3.15.2010
the beauty of destruction
Being faced with inevitable destruction is a painful and fantastic experience. Confronted with the pain of loss, I think we often find ourselves brooding over what has been taken from us. We feel entitled to the things we have grown accustomed to, especially the things our hands have helped to create. When things, people, and places are taken from us, a void grows. It calls to mind the Taoist teachings of the "fertile void" (the creativity of the self in which all exists in a ceaseless motion of formless form) (Lao Tzu). Of course this void gives way to growth. It is redemption, in Christianity, death giving life. Jesus tells us to die to our selves that we might live. Loss breeds a kind of selflessness. It reminds us that we too are temporary as we exist here on this earth, and that time is a constant flux of death and rebirth. It is humbling, and empowering.
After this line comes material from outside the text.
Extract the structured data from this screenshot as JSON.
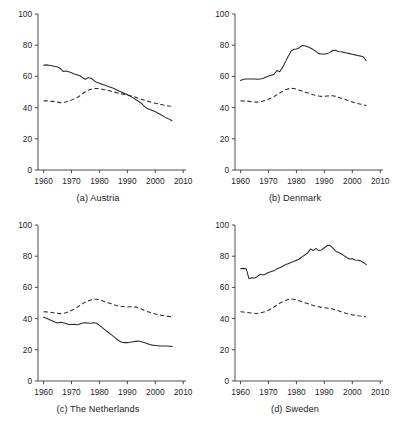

A few days ago, the cat i am fostering for some friends destroyed a piece of my art that was very important to me. More than that, Kali Ma is the goddess of destruction. I learned so much from creating this specific piece of art. I felt steeped in death as I was making it, calling to mind the losses I have experienced, global loss, and my own fears concerning mortality. Throughout the work, my attitude toward destruction continued to change and grow. I wanted my Kali to represent all of this. I wanted to evoke the fear and awe of the forces of destruction and death. Insomuch as Kali is death, she is life. She perplexed me, fascinated me, hypnotized me, and taught me. The moment I felt it was finished, I had a sort of mini satorsis, the kind of transcendence I continue to hope my work will bring forth. It was beautiful.
I am glad for those of you who got the opportunity to see Kali before curiosity took its toll. I relish in the irony and the story of her death. After thinking about it for a few days, I see already how the creation of this particular work of art prepared me to lose it. And that is beautiful, like natural disaster, or like nuclear bombs. I don't claim to understand anything about what happened, but I am beginning to feel a certain kind of freedom as a direct result of this loss. Its hard to explain. But letting go, accepting, and finding pleasure and beauty in the ephemeral only drives me toward what I believe to be the eternal. I'm not sure what that is. But I can feel it here, among the ruins of Kali.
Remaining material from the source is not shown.